What Cheer Gospel Hall, IA
From BrethrenPedia
History
The What Cheer assembly was formed sometime prior to 1888, making it the first or second assembly in Iowa. It quickly grew to a company of fifty or more Christians. When work in the mines ran out at What Cheer some of these brethren moved to Carbondale and Excelsior. They continued their Gospel activity and worked underground to pay expenses. When the mines closed in those places, they moved further afield into southern Iowa.
Around 1890, a few of the coal miners from What Cheer came to Forbush to work in the mine there, establishing an assembly there. Among them were James Whittem, John Moffat, and William Allan Wilson. They worked in the mine during the winter months, saved their money, then rented tents to use for Gospel meetings during the summer, in many small towns. As people trusted the Lord, small meetings were started. A feature of the work in these towns were joint quarterly meetings consisting of one-day ministry.

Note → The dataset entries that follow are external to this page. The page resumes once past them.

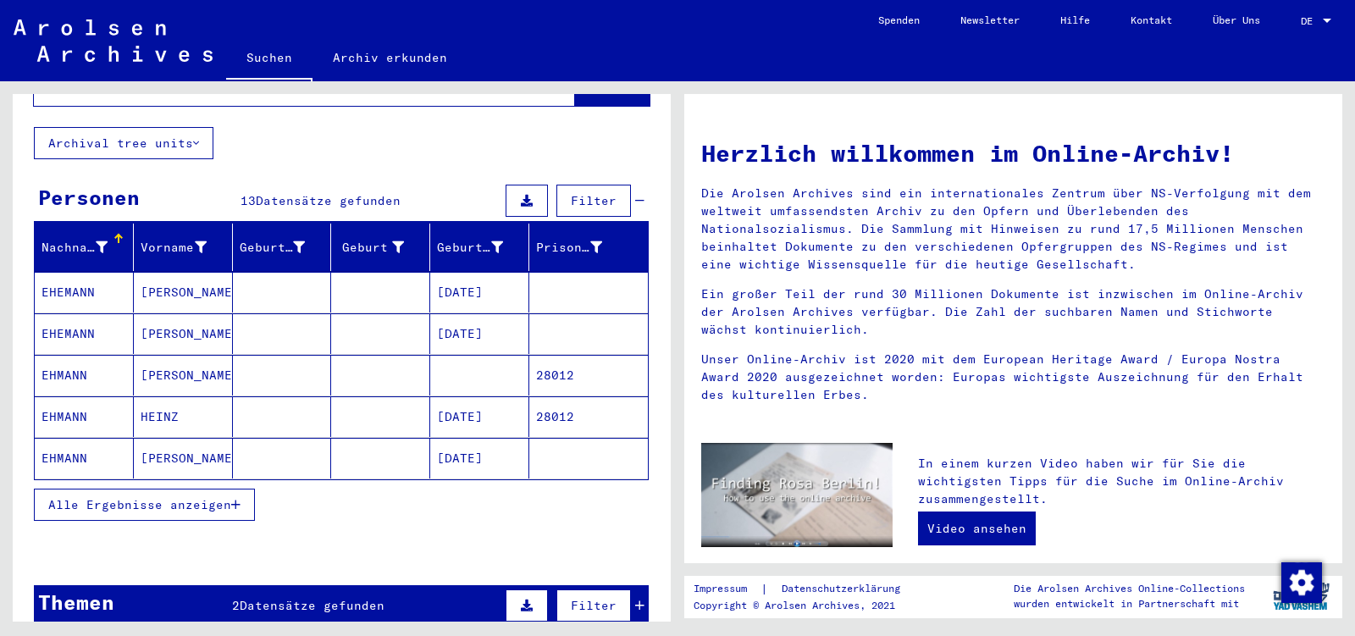 This screenshot has width=1355, height=636. Describe the element at coordinates (235, 606) in the screenshot. I see `span: 2` at that location.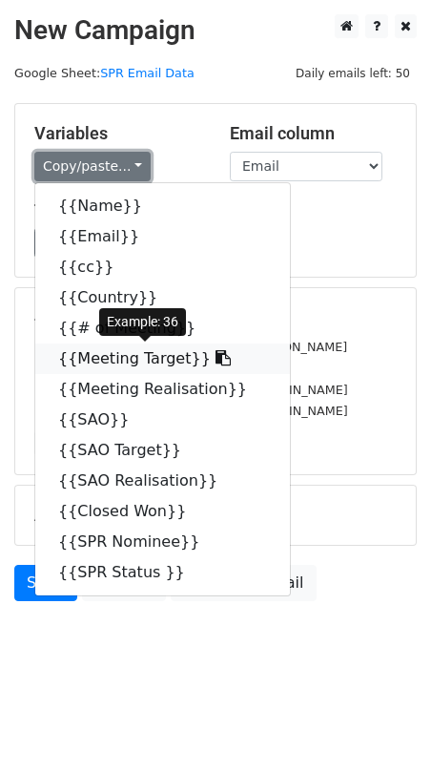 The width and height of the screenshot is (431, 771). Describe the element at coordinates (117, 134) in the screenshot. I see `h5: Variables` at that location.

This assembly was still active in 1904, with a correspondent of David Peacock, and at some point merged alongside Forbush Gospel Hall, IA with the assembly at Centerville which in 1950 became Centerville Gospel Chapel.
Notable alum
John James White and his wife May Elizabeth (Huston) White were living in What Cheer in 1889 when their daughter Naomi Isabel (White) Pinches was born. Naomi married the itinerant preacher George Pinches, from Jerome, IA in 1913.